Mr Johnson instructs us to
flip to page 150 of our textbooks. Harley lets go of my hand, opens his book and slides it into the middle of the desk for us to share. Leaning over the illustration, shoulder to shoulder, I can almost feel his own heart pulsing in his temple.
‘Although it is common knowledge that the heart is constantly responding to orders from the brain, what most don’t know is that the heart is actually sending far more signals to the brain!’ Mr Johnson explains that the rhythm of our heart changes according to our emotional state and affects cognitive function. With a heart that races, my mind wanders.
Harley nudges me. ‘What kind of lab partner are you? Have you even been listening?’
‘Sorry, I think I missed the last bit.’
He smiles and turns the page. ‘We’re doing this exercise.’ Harley reads out the instructions, but I am caught on one word, we.
I meet Mia at her locker before our lesson in ancient history. It’s the first time I’ve seen her since Sunday afternoon when I got back from the hospital and found her waiting for me with her mum on the verandah. She had hardly said anything; she’d just hugged me for a really long time.
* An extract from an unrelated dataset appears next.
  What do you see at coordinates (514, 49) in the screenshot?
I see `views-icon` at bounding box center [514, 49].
As we walk off to class, she tells me how she’s finding Greek history to be such a bore and how much she’s dreading the class. Never before has she seen learning as a chore. I swallow hard, wishing I could have foreseen the future, like an oracle at Delphi predicting the attack on a great warrior, wishing I could have stopped us from going that night.
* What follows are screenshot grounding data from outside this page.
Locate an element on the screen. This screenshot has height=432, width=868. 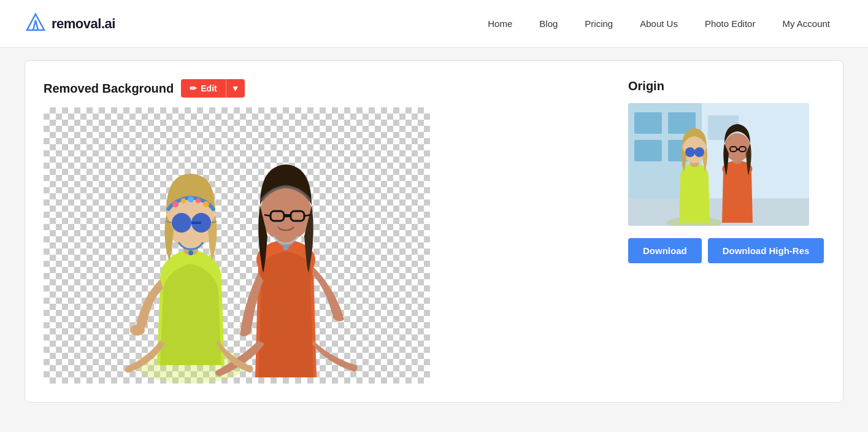
download-buttons: Download Download High-Res is located at coordinates (726, 250).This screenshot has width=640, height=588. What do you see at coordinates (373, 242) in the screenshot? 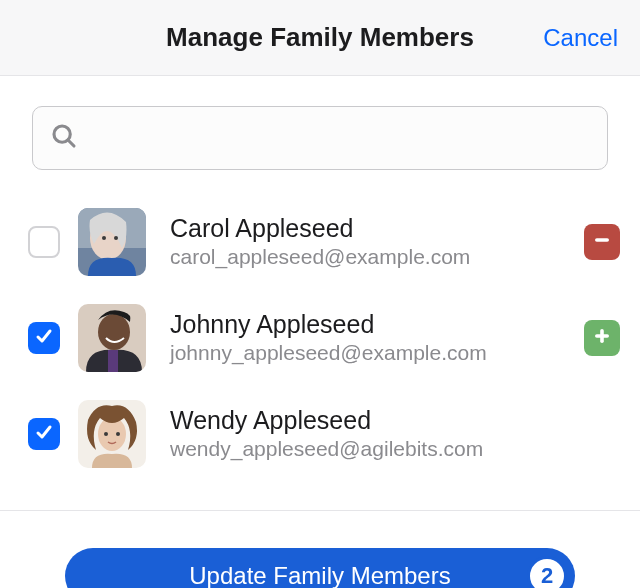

At lunch, Ben finds us in the crowded hallway. Mia is clutching a huge pile of papers she’s picked up from the school office and books, her bag slung over one shoulder. ‘Want me to carry some of those?’ he asks, stretching out his arms, but she shoves him out of the way.
‘Stop feeling sorry for me. Pity looks ugly on you.’
He stands in front of her, blocking her exit from the building. ‘I brought you something.’ Ben holds up a paper bag with a fluffy kitten sticker on the front.
‘What is it?’
‘A fairy bread sandwich.’
‘Fine,’ she sighs. ‘You can take these.’ Mia off-loads the pile onto Ben in exchange for the paper bag. Stubborn as anything, she purses her lips to suppress a smile.